The dust cleared enough to see: Nadir, pinned beneath a collapsed section of column, his legs buried under stone, blood running from a gash above his right eye that painted half his face copper-red. His gold eyes were open. His hands still gripped the rifle. But his body was trapped, and the blood was bright, and the translucent inner eyelids slid closed and open in rapid succession — processing, calculating, choosing words for a moment that might not allow many more.

Zenith rolled to him through the debris, her glide system grinding over broken stone, and pressed her cylindrical bodyagainst his side with a desperate, mechanical urgency. Her shriek subsided into a low, continuous tone, a keening that needed no translation.

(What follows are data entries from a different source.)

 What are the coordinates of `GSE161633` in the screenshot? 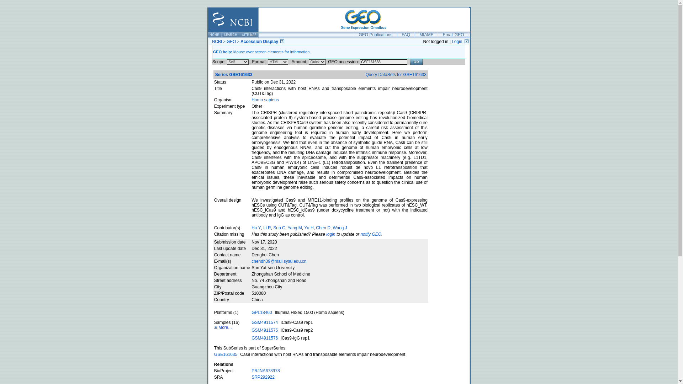 It's located at (383, 62).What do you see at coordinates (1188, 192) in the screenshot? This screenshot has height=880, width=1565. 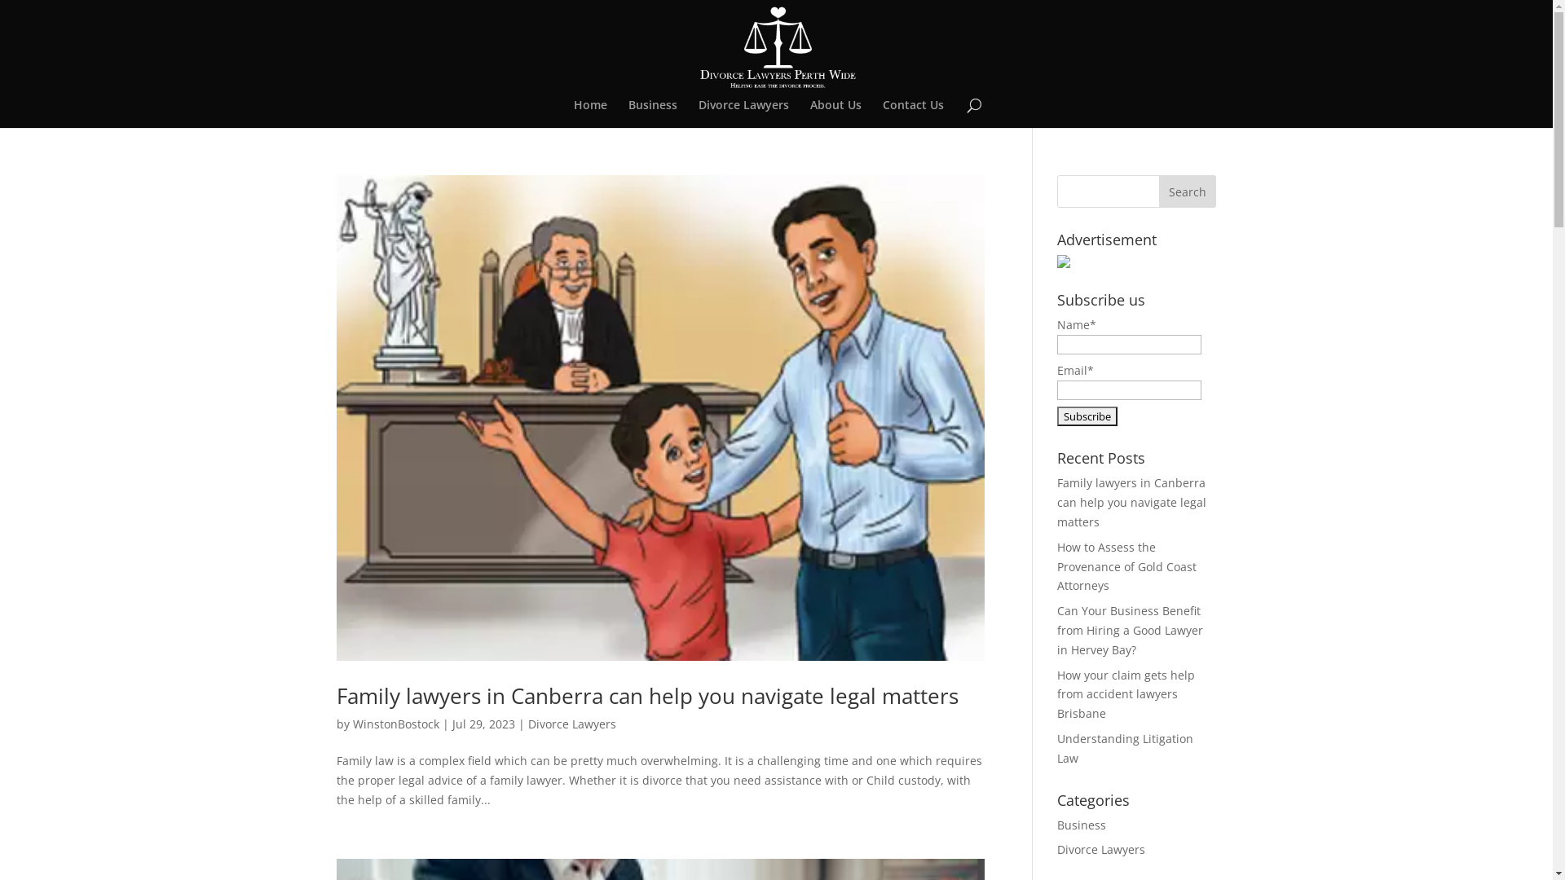 I see `Search` at bounding box center [1188, 192].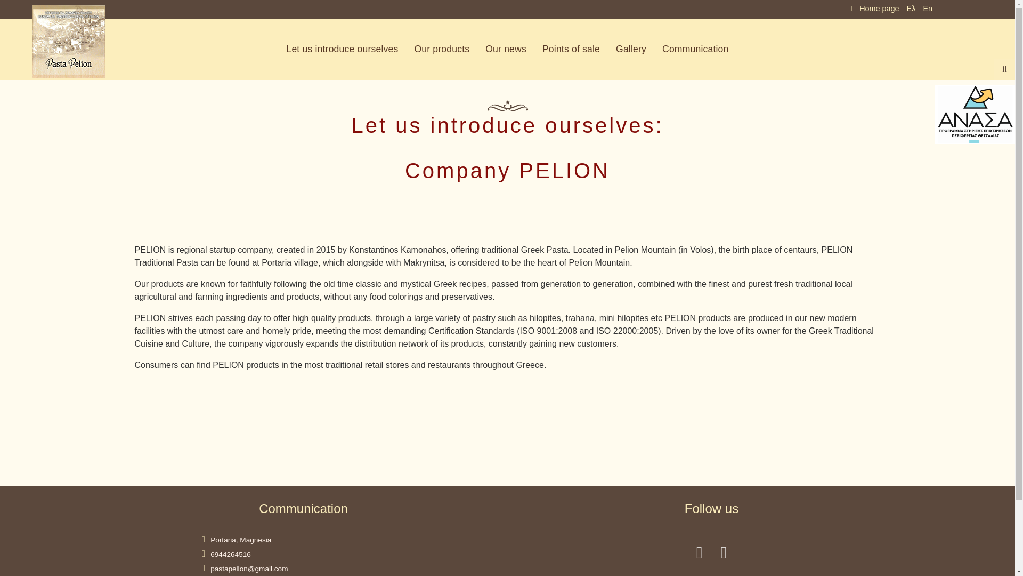 The image size is (1023, 576). Describe the element at coordinates (506, 49) in the screenshot. I see `Our news` at that location.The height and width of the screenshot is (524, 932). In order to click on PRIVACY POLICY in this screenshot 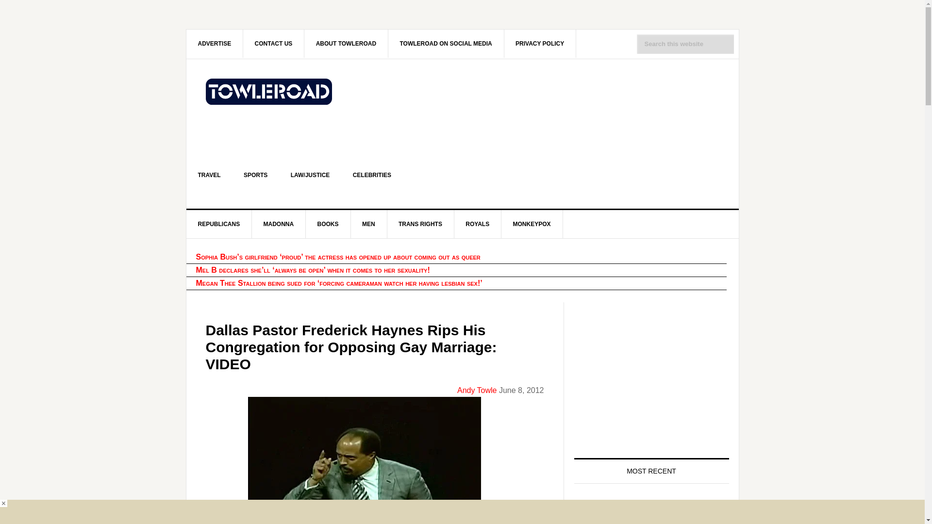, I will do `click(540, 43)`.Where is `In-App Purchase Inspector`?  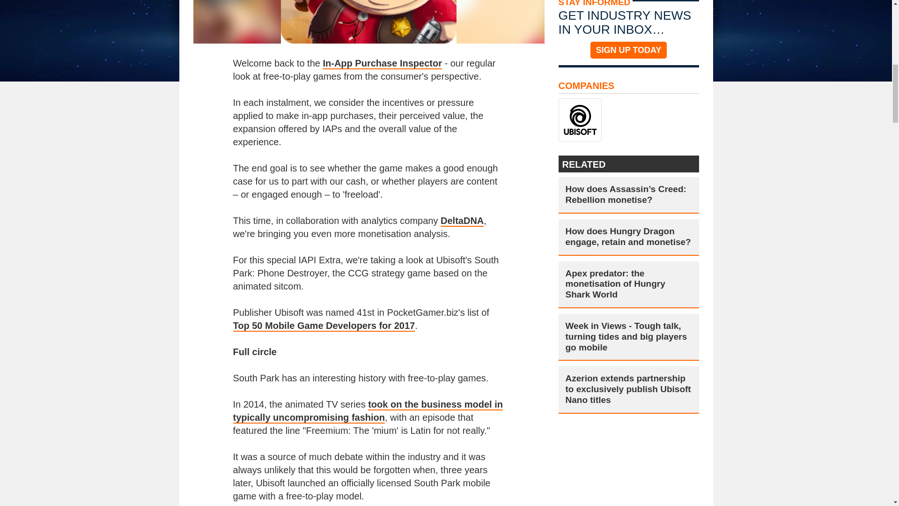
In-App Purchase Inspector is located at coordinates (382, 64).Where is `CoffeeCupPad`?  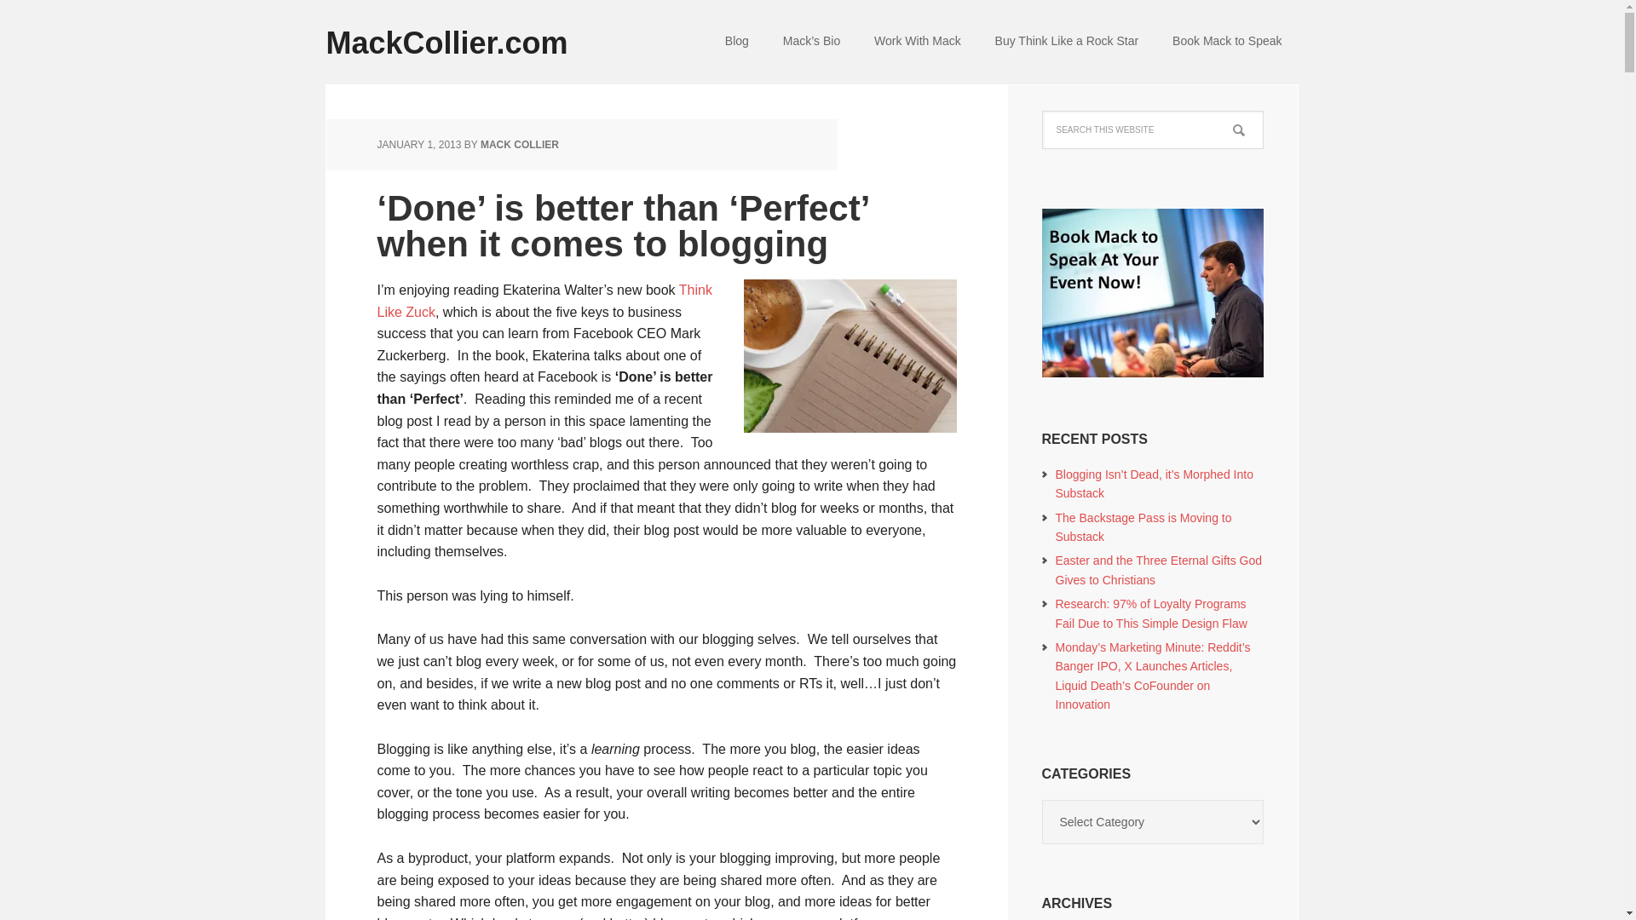
CoffeeCupPad is located at coordinates (848, 356).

Nadir's broad hand found her surface. Four thick fingers and a double-jointed thumb pressed against gunmetal shell.

"I'm here," he said.

The beast saw this from across the courtyard and processed it as information: ally down, defensive position compromised, tactical disadvantage. The beast began calculating alternate lines of engagement.

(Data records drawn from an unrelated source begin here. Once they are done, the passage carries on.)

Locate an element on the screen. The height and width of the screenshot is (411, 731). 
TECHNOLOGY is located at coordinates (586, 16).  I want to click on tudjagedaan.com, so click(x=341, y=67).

The man, from his shrinking corner, felt it — felt Nadir's blood, felt Zenith's grief, felt the weight of every year the old butler had spent protecting a mission he'd inherited from a woman he'd loved more than himself — and the feeling was an agony that the beast's numbness could not digest.

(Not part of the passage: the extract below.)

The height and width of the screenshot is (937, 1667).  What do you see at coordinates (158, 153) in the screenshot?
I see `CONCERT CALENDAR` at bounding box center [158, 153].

But the beast was stronger. The beast had been winning for twenty minutes, while the man had been losing for the past seven years, and the balance was not close. The ice-blue eyes went feral — all pupil, no intelligence, just the flat reflective gleam of a predator beyond reason. The beast turned from Nadir and Zenith and toward the next wave of soldiers pouring through the breach. The man inside reached and found nothing but darkness and teeth and the fading memory of why any of this had ever mattered.

825.

A number. The number he had written in a sketchbook because he couldn't say what it meant. The beast shook it off like water.

You were 825.

Meaningless. Soldiers incoming. Threat assessment: twelve hostiles, heavy arms, northeast approach. The beast dropped low, muscles coiling, and prepared to lunge.

I couldn't.

The beast lunged.

And then —

A scent.

It arrived on the wind like a blade through everything — through the smoke, through the blood-fog, through the chemical stink of discharge and the mineral dust of shattered stone. It cut through every predatory frequency the beast was running on, silenced every calculation, and stopped every instinct dead.

Paint. Linseed and pigment. The specific combination of oils and solvents that lived permanently under her nails, in the whorls of her fingertips, in the creases of her palms. Warm skin beneath. Her skin. And beneath both, the scent he had caught in the corridor when he pinned her to the wall, the scent from the studio when he kissed her, the scent that had nothing to do with paint or soap or any external thing — the base note of her body, her blood, her living self. The scent that meantOctaviain every language the beast understood.

The beast froze mid-lunge.

The impact was a wall. Not gradual — total. One moment, feral and ascending toward the kill; the next, locked rigid, every muscle seized, every predatory circuit overridden by something more powerful than violence. The soldiers he'd been lunging toward scrambled backward in confusion as the massive form went statue-still between one breath and the next.

The man surfaced.

He came up gasping, choking, drowning in his own darkness and clawing toward that scent like a man clawing toward the surface of black water. The beast's feral certainty shattered, and in the wreckage, the man emerged — not whole, not healed— but present, blinking through eyes that had gone animal, reaching with a mind that had been dissolving toward the single fixed point that could hold him in his own skull.